Kim-Ange was standing with her hand behind her shoulder, waving uselessly.
“Can you zip me up?” she said. She was wearing a bright purple chiffon dress with a chain belt around her waist. Cormac stood behind her as she looked at herself in the mirror. Her purple eye shadow matched exactly, as did her high velvet boots.
“Well?” she said, turning around nervously.
“You look beautiful,” said Cormac, and he meant it. “Knock him dead.”
“Not literally, like, by accident or anything?” Kim-Ange sounded uncharacteristically worried.
“No,” said Cormac. “By being your gorgeous self.”
And she was about to say something sarcastic, but she grabbed her purple clutch bag, kissed him on the cheek, and left instead.
“You didn’t wish me luck with my date!” shouted Cormac behind her.
“No, I didn’t,” said Kim-Ange, whose opinion of Yazzie was unsisterly, but it was too late, as Yazzie was already standing there, her large eyes looking at Kim-Ange tremulously.

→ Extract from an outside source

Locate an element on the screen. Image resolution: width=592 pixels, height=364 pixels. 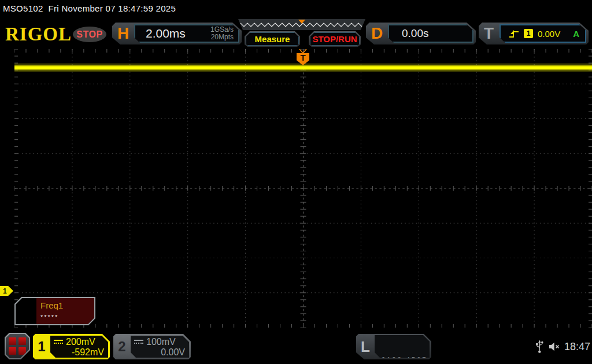
ch1-ground-marker: 1 is located at coordinates (7, 291).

Kim-Ange decided, again uncharacteristically, to suddenly take the stairs.
THERE WAS SOMETHING about standing in a very long queue that was not conducive to a good date, however beautiful Yazzie looked—which she did, in a long orange dress that perfectly set off her dark braids and huge dark eyes.

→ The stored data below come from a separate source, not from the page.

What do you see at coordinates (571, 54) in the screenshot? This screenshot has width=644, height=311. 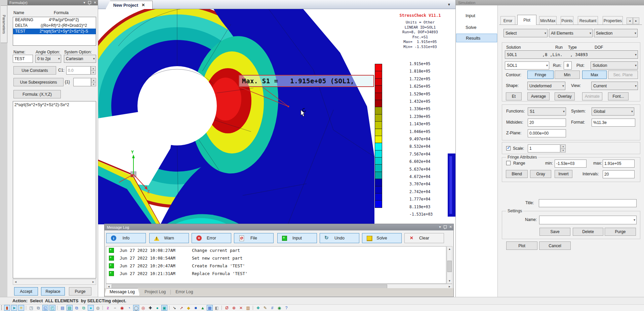 I see `solution-run-combo: SOL1 ,8 ,Lin. , 34893` at bounding box center [571, 54].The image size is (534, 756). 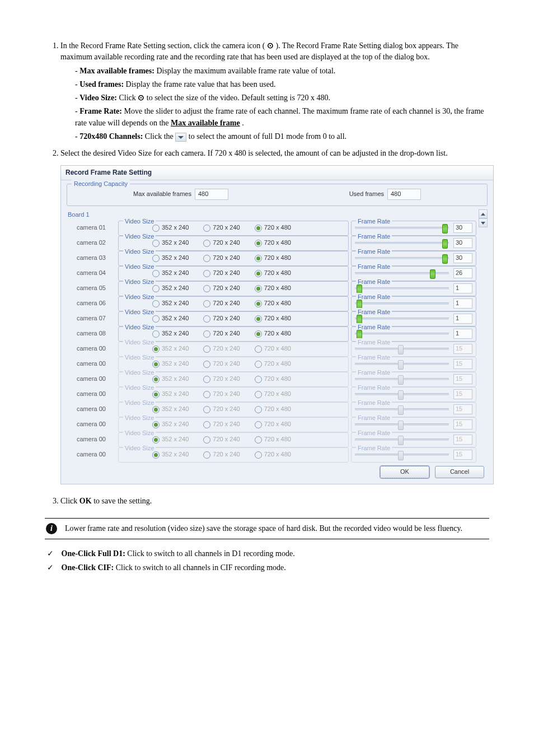 What do you see at coordinates (463, 273) in the screenshot?
I see `frame-rate-value: 26` at bounding box center [463, 273].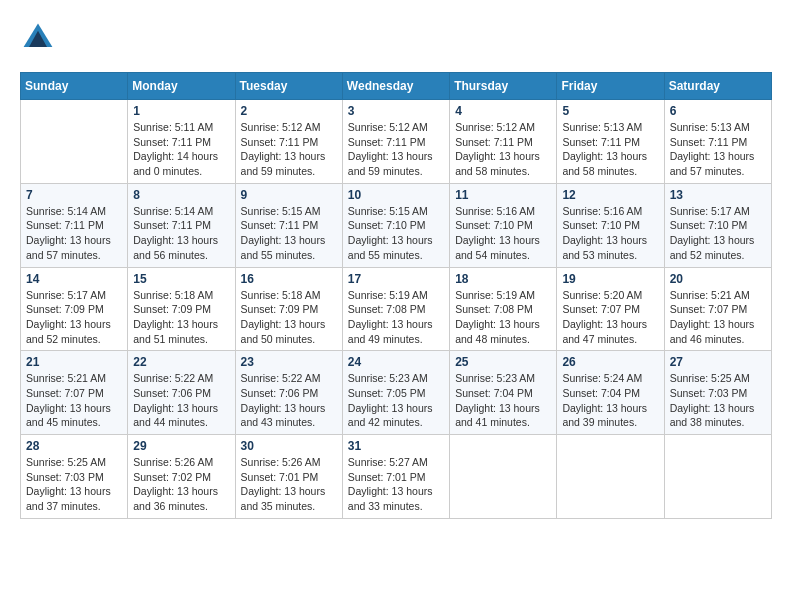  What do you see at coordinates (504, 142) in the screenshot?
I see `calendar-cell: 4Sunrise: 5:12 AMSunset: 7:11 PMDaylight…` at bounding box center [504, 142].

London was still ridiculously climate-change hot, and people were walking about in shorts, red-faced, an aura of vaguely suppressed threat in the air. They walked past the skateboarders under the Royal Festival Hall, who shouted and entranced children cheek by jowl with expensively dressed older people on their way to concerts and the theater; frozen-still mimes standing in the middle of the street, balancing on poles and getting in the way; art and books for sale; hawkers; jugglers; people yelling and handing out leaflets—the whole noisy cacophony of life. The smog hanging above the water and the great towers of the east took on a pink tinge in the early evening.
The air smelled of food vans and garbage and fuel, and he felt stuffy and hot in his best checked shirt, which had made Kim-Ange pretend to vomit but then decide was good enough after all. No designer borrowing tonight, he noticed.
Yazzie was chatting about someone she’d seen on her ward rounds, and he listened cheerfully enough, as they dodged and weaved around the hundreds of other people on the narrow bridge that cut its way up to Charing Cross station, next to thundering trains on the track beside them, above gray water filled with pleasure boats and dredgers, odd flat structures covered in cement, and a lifeboat station. The clouds seemed to seal the heat to the ground. He accidentally bumped into one group of tourists, fell back, and jostled a large man who looked furious with him and swore under his breath.